I rose and moved forward, so that we were face-to-face. Even if he tried to hit me now, there would be no space for him to give the swing momentum. I spoke softly and distinctly. "You won't do anything. You get in my way here and I'll take you down. As for Lorna, it's probably best that we don't even talk about her, because, like as not, it'll get ugly and one of us will get hurt. Years ago, that was me taking your kicks on a piss-covered floor while your buddy looked on. But I've killed men since then, and I'll kill you if you cross my path. You got any more questions, chief, or you want to charge me, you know where to find me."

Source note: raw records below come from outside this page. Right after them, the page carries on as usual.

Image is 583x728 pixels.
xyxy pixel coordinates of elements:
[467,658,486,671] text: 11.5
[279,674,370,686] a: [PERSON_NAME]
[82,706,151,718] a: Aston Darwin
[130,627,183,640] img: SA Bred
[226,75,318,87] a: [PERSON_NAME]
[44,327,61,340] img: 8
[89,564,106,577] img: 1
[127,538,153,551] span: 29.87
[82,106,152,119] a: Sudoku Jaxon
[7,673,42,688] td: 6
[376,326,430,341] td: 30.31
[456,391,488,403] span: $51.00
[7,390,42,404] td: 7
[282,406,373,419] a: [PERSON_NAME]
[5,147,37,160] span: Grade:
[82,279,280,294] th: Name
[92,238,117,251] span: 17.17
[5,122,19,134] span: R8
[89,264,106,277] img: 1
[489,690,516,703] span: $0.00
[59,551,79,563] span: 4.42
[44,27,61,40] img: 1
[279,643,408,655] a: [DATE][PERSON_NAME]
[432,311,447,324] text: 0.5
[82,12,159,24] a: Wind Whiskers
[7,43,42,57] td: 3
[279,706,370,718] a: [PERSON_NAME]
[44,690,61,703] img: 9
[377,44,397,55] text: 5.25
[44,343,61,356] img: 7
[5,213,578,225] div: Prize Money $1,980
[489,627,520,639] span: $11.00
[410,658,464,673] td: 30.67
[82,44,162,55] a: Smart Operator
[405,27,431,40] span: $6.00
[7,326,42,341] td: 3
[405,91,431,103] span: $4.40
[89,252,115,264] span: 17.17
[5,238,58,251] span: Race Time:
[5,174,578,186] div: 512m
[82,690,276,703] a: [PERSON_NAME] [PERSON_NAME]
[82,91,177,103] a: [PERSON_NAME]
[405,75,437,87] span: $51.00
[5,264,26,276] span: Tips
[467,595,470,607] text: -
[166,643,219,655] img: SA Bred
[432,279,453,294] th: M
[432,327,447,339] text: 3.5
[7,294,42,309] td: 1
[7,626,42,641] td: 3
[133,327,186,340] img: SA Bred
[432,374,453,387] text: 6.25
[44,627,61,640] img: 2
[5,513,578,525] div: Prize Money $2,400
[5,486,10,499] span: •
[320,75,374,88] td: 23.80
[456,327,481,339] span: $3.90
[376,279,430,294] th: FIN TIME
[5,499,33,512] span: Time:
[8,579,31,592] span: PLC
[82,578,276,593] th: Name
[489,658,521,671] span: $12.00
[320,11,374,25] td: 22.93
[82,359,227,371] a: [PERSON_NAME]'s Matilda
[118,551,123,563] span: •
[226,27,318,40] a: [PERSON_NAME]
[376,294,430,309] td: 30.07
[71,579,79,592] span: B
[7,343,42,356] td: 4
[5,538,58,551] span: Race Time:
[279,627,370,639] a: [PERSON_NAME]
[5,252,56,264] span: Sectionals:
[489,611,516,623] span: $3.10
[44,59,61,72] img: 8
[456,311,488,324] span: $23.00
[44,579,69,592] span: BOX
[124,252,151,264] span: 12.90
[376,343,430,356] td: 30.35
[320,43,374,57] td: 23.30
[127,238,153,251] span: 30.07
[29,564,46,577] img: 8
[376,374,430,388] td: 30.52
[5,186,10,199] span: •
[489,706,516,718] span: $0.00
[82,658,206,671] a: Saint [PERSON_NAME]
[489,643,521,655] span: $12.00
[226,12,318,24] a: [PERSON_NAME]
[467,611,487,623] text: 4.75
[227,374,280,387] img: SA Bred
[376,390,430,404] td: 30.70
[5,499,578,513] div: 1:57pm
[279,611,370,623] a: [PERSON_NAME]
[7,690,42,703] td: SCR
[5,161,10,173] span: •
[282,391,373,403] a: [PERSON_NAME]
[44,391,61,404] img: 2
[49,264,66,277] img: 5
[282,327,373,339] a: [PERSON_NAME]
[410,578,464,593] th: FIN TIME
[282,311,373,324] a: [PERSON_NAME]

I left him, collected my gun from the desk, and prepared to drive back to the motel. I felt raw and filthy, my feet still cold and damp in my shoes. I thought of Stritch, writhing and struggling against the gray wood, raised up on his toes in a vain, futile effort to survive. And I thought of the strength it had taken to force him onto the tip of that dead tree. Stritch had been a squat, powerful man with a low center of gravity. People like that are hard to move. The collar of his raincoat had been torn where his killer had gripped him, using his own body weight against him, building up the momentum necessary to impale him on the tree. We were looking for someone strong and fast, someone who perceived Stritch as a threat to himself.

Or to someone else.

A cold wind rippled the main street of Dark Hollow and sprinkled the car with a fine dusting of snow as the motel drew into view. I walked to my room, put my key in the lock and turned it, but the door was already unlocked. I stepped to the right, unholstered my gun and gently eased the door fully open.